Another approach that might help you is to basically invert the relationship between the game objects and the renderer. Instead of the game objects holding references to the renderer (singleton or otherwise), the renderer holds a reference to an interface for accessing the game objects. You could call this interface the "model" or "world". The renderer would have one main method called DrawFrame() or the like, in which it would use the model interface to access the various game objects and basically ask them how they should be drawn.
I got started recently with DirectX and think this is a good approach to use there. It allows you to keep all or most of the DirectX interaction within one area, namely the renderer class and any supporting classes.
Pattern alternative to singleton?
Quote:Original post by RobAU78
Another approach that might help you is to basically invert the relationship between the game objects and the renderer. Instead of the game objects holding references to the renderer (singleton or otherwise), the renderer holds a reference to an interface for accessing the game objects. You could call this interface the "model" or "world". The renderer would have one main method called DrawFrame() or the like, in which it would use the model interface to access the various game objects and basically ask them how they should be drawn.
I think there are two components in this approach: a generic, low-level renderer "service" that draws stuff (understanding model, sprite, animation etc. data structures and APIs, taking care of DirectX or OpenGL data structures and calls, and providing general purpose functionality like sorting geometry and caching textures); and a high-level renderer controller that has the described access to game objects and uses it to decide what to draw and implement game specific behaviour, e.g. querying the game world model for soldiers, smoke and muzzle flashes, sorting them together, then drawing all friendly projectiles, then enemy projectiles (more important), then all laser beams with additive blending, and finally the HUD.
Quote:Original post by LorenzoGatti
I think there are two components in this approach: a generic, low-level renderer "service" that draws stuff (understanding model, sprite, animation etc. data structures and APIs, taking care of DirectX or OpenGL data structures and calls, and providing general purpose functionality like sorting geometry and caching textures); and a high-level renderer controller that has the described access to game objects and uses it to decide what to draw and implement game specific behaviour, e.g. querying the game world model for soldiers, smoke and muzzle flashes, sorting them together, then drawing all friendly projectiles, then enemy projectiles (more important), then all laser beams with additive blending, and finally the HUD.
For a generalized graphics system, I'd say you're right.
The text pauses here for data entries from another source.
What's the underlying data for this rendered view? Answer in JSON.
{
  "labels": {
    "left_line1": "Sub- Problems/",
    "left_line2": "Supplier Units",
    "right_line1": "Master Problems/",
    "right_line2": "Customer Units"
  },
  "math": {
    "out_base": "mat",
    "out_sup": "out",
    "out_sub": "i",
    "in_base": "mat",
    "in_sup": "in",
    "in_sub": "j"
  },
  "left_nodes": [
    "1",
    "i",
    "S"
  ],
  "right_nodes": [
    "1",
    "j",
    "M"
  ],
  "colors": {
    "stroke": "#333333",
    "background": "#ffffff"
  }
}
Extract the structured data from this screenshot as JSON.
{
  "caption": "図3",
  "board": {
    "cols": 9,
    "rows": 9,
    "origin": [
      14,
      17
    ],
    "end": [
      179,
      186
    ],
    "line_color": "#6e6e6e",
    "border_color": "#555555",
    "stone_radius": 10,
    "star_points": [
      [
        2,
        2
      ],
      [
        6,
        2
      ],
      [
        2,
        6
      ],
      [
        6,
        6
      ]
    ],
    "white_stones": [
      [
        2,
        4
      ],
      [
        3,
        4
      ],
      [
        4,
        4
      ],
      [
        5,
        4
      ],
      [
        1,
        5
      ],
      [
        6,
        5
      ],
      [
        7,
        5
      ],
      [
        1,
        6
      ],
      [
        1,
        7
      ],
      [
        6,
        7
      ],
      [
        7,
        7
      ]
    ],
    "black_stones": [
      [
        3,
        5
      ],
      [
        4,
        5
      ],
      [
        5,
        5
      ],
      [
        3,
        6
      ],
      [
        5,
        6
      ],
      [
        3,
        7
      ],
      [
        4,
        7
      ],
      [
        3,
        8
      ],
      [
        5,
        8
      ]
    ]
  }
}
But if you're taking a simpler approach (i.e. making a game, not an engine), then I don't think you have to separate these behaviors into two layers. :)
Quote:Original post by owlQuote:Original post by Madhed
IMO you should take the render function out of your game objects.
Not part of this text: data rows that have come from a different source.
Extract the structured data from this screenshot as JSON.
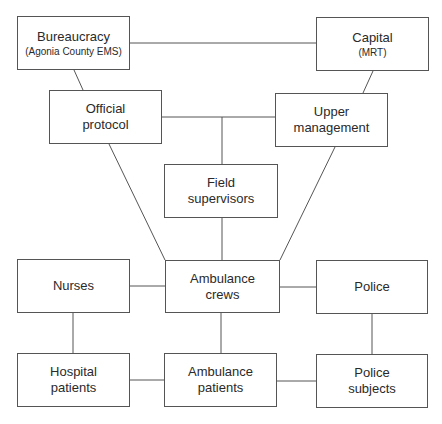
{
  "diagram": {
    "nodes": [
      {
        "id": "bureaucracy",
        "label": "Bureaucracy",
        "sublabel": "(Agonia County EMS)"
      },
      {
        "id": "capital",
        "label": "Capital",
        "sublabel": "(MRT)"
      },
      {
        "id": "official-protocol",
        "label": "Official protocol"
      },
      {
        "id": "upper-management",
        "label": "Upper management"
      },
      {
        "id": "field-supervisors",
        "label": "Field supervisors"
      },
      {
        "id": "nurses",
        "label": "Nurses"
      },
      {
        "id": "ambulance-crews",
        "label": "Ambulance crews"
      },
      {
        "id": "police",
        "label": "Police"
      },
      {
        "id": "hospital-patients",
        "label": "Hospital patients"
      },
      {
        "id": "ambulance-patients",
        "label": "Ambulance patients"
      },
      {
        "id": "police-subjects",
        "label": "Police subjects"
      }
    ],
    "edges": [
      [
        "bureaucracy",
        "capital"
      ],
      [
        "bureaucracy",
        "official-protocol"
      ],
      [
        "capital",
        "upper-management"
      ],
      [
        "official-protocol",
        "upper-management"
      ],
      [
        "official-protocol",
        "ambulance-crews"
      ],
      [
        "upper-management",
        "ambulance-crews"
      ],
      [
        "field-supervisors",
        "ambulance-crews"
      ],
      [
        "nurses",
        "ambulance-crews"
      ],
      [
        "ambulance-crews",
        "police"
      ],
      [
        "ambulance-crews",
        "ambulance-patients"
      ],
      [
        "nurses",
        "hospital-patients"
      ],
      [
        "police",
        "police-subjects"
      ],
      [
        "hospital-patients",
        "ambulance-patients"
      ],
      [
        "ambulance-patients",
        "police-subjects"
      ]
    ]
  }
}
The code you have provided clearly shows that the render function needs way to much information about the internals of the renderer class.
Instead game objects should register more low-level objects (meshes, etc.) with the renderer which has the functionality to draw them.
This way you can decouple the game objects from the actual renderering process and decrease dependancy.
Quoted in agreement.
Thirded. To as great an extent as possible, a class should have a single well-defined responsibility; making game object classes responsible for rendering AND game logic AND physics AND audio AND whatever else is a bad idea. Naturally you need something tying the various components together into a single package, but it can be done by aggregating simpler objects (like 'Mesh' or 'ParticleEffect') together. This could be hardcoded, or you could take a component-oriented approach like Unity does.